Bond gets one shot with a laser -- one shot -- and if he misses, a whole population will be wiped out. 

Moore is terrific in this particular sequence, which nicely reminds us of the responsibilities Bond must often face.  The scene is shot well too, with extreme-close-ups of Bond’s sweaty face as he blocks out all other stimuli and attempts to concentrate on his target.  John Barry’s tense score also helps to forge a moment of remarkable suspense.





It’s just too bad that this highly-effective moment follows a scene -- set in maudlin slow-motion -- with Jaws and the diminutive love his life reuniting.

It’s a shame that Moonraker so often goes for the easy laugh when the film clearly could have stretched for a more cerebral brand of humor.

For example, the movie has a lot of fun aping the “space craze” of the 1970s, and it could have stuck, perhaps to that notion.  In one instance, the three-note overture to 2001: A Space Odyssey is sounded (during Drax’s pheasant hunting expedition), and the key code to his secret lab is Close Encounter’s famous five-note “greeting.”  Those are funny -- and quickly passing -- touches, which don’t undercut character or drama.  We get the joke, but they don’t take us out of the film’s reality.

Perhaps the more legitimate gripe against Moonraker is that circus atmosphere I mentioned earlier.

James Bond as a consistent, human character is nearly lost in the film, and he’s much more like a jolly ring-master encountering a series of loosely-related perils and stunts. This epic, cartoon approach is fun and entertaining, to be certain -- and swashbuckling fun was the name of the game in the immediate-post Star Wars film boomlet -- but there’s also the feel that the 007 saga has run too far afield of realism or verisimilitude.

If Moonraker’s tone is wobbly, I can find absolutely nothing negative to say about the film’s stunning production design and visual effects. Everything on these fronts is top-notch.  In fact, Moonraker launched the space shuttle two years before the American space program did, and really nailed the opticals of that event.

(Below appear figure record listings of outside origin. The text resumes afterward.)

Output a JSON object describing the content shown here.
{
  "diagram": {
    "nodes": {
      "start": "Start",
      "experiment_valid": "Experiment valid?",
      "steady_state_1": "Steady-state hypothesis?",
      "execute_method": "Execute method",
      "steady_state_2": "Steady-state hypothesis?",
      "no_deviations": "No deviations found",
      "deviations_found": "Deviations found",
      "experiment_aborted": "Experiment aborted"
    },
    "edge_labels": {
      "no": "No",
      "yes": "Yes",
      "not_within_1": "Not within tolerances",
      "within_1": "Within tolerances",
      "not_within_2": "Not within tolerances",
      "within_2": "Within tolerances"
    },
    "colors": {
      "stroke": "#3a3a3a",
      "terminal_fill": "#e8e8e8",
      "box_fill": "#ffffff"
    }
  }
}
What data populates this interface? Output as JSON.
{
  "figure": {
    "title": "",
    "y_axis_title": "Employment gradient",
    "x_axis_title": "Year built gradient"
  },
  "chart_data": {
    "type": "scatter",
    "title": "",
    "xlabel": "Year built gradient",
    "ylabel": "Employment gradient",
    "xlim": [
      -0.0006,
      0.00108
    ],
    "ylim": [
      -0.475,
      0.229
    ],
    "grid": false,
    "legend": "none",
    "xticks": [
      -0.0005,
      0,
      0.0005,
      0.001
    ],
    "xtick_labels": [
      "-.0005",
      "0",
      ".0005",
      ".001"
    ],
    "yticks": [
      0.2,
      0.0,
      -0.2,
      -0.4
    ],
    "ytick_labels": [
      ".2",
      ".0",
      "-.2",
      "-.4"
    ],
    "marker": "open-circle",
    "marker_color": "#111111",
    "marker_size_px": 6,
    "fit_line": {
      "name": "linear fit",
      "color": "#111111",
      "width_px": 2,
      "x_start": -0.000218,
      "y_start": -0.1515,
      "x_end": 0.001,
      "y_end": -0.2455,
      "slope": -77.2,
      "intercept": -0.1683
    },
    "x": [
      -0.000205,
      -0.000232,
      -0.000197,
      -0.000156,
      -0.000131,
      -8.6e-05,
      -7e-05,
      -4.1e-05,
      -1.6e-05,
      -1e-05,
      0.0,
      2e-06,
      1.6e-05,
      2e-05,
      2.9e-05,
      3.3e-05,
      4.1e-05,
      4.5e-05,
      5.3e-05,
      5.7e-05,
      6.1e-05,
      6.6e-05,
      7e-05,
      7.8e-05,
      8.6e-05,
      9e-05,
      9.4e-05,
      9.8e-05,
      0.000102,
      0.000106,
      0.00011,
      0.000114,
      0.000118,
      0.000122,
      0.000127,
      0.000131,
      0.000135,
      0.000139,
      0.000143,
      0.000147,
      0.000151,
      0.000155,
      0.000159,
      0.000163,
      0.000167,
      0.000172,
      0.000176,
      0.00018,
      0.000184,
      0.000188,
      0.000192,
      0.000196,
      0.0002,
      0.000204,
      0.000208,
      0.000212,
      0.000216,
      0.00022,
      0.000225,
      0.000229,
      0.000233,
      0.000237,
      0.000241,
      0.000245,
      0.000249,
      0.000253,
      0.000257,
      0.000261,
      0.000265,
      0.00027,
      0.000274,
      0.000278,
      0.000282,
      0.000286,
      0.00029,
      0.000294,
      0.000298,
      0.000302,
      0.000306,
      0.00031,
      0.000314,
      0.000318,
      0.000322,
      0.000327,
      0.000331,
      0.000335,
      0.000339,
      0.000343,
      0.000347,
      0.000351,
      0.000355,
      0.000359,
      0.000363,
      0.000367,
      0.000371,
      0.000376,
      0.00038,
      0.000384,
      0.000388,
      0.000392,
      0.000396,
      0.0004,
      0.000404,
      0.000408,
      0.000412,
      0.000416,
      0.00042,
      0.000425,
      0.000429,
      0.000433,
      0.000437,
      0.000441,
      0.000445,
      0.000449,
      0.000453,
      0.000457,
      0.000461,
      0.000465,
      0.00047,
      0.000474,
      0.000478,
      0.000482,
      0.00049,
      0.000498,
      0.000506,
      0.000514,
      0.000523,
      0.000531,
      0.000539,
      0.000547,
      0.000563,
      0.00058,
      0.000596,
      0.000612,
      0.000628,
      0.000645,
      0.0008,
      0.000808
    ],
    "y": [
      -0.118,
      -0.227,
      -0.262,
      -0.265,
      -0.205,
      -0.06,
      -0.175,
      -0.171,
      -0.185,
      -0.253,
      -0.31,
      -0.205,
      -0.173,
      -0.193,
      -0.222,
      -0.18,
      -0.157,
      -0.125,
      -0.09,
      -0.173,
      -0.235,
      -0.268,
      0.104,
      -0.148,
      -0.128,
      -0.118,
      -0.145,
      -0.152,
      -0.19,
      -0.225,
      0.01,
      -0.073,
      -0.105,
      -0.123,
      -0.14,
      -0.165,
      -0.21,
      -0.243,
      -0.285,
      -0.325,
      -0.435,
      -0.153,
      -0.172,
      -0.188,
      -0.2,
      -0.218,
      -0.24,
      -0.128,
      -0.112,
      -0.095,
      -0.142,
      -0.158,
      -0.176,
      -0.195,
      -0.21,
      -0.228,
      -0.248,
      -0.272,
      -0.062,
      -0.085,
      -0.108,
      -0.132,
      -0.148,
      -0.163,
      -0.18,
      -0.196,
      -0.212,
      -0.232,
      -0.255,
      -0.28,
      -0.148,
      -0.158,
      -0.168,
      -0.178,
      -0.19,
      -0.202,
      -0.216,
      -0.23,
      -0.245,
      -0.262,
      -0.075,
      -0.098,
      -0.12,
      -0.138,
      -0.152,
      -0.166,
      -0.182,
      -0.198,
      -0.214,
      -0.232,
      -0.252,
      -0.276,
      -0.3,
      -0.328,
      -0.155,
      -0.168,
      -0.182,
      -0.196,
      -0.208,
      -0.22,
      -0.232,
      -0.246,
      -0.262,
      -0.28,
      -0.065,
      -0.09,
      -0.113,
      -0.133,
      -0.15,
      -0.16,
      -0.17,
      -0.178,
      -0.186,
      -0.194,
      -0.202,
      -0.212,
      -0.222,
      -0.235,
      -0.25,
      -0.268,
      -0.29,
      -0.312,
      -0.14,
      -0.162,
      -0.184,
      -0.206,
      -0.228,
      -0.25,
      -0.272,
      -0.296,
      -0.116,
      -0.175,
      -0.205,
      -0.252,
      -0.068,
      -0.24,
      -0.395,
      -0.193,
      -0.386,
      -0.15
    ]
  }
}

There’s not a single moment of Derek Meddings’ work that tips one off that these are models, and not genuine spaceship launches. 





So…I love Moonraker…and I don’t love Moonraker.

It’s a big, fun, spectacular movie, and yet, at the same time, it loses track of the reasons why we like watching James Bond in the first place. It lunges into cheap laughs when, as we see from certain scenes, it could have sought out tremendous suspense instead.

For Your Eyes Only premiered in 1981, and that (excellent) film re-grounded James Bond in wonderful ways, in my opinion. It featured a much more human, rough tone, one much more in keeping with the era of From Russia with Love (1963). That’s my favorite Roger Moore Bond Film.

But there were no space shuttles or laser beams to enjoy, either…

1 comment:

  1. Anonymous12:49 PM

    Glad you mentioned "Moonraker" in the context of 1979. As with certain other years (such as 1982), it's fondly remembered for the big sci-fi films. Even kids knew to expect a certain amount of jokiness going into "Moonraker". Some of the humor went over my head at the time, I couldn't understand why people were laughing when Dr.Goodhead announced her name (I thought her name conveyed that she was a brilliant scientist).

    Yes some of the jokes are dumb. I don't remember being really offended . A few years later, I thought some of the humor in "Superman 3" had crossed the line into sheer stupidity (such as the figures in a crosswalk light becoming 'animated' and fighting). Some of the crowd scenes set in Venice feel wrong. They really look like tourists gawking as a big film production and not a real event.

    As it was 1979, it was just plain cool to see all the space shuttles scenes (before the first actual launch in 1981). Derek Meddings effects are still a joy to watch. Always love beautifully detailed miniature work. "Moonraker" doesn't feature any motion-control shots, but it doesn't need any. The shuttles were supposed to act like real spacecraft and not WWII fighters. Weekly on tv, "Buck Rogers" featured impressive motion-control shots of Starfighter making graceful turns. As A Space:1999 fan, I was interested to see Moonraker"s space scenes filmed with the multiple exposure technique. The technique usually results in crisp clear shots without the grain and matte lines of blue-screen work.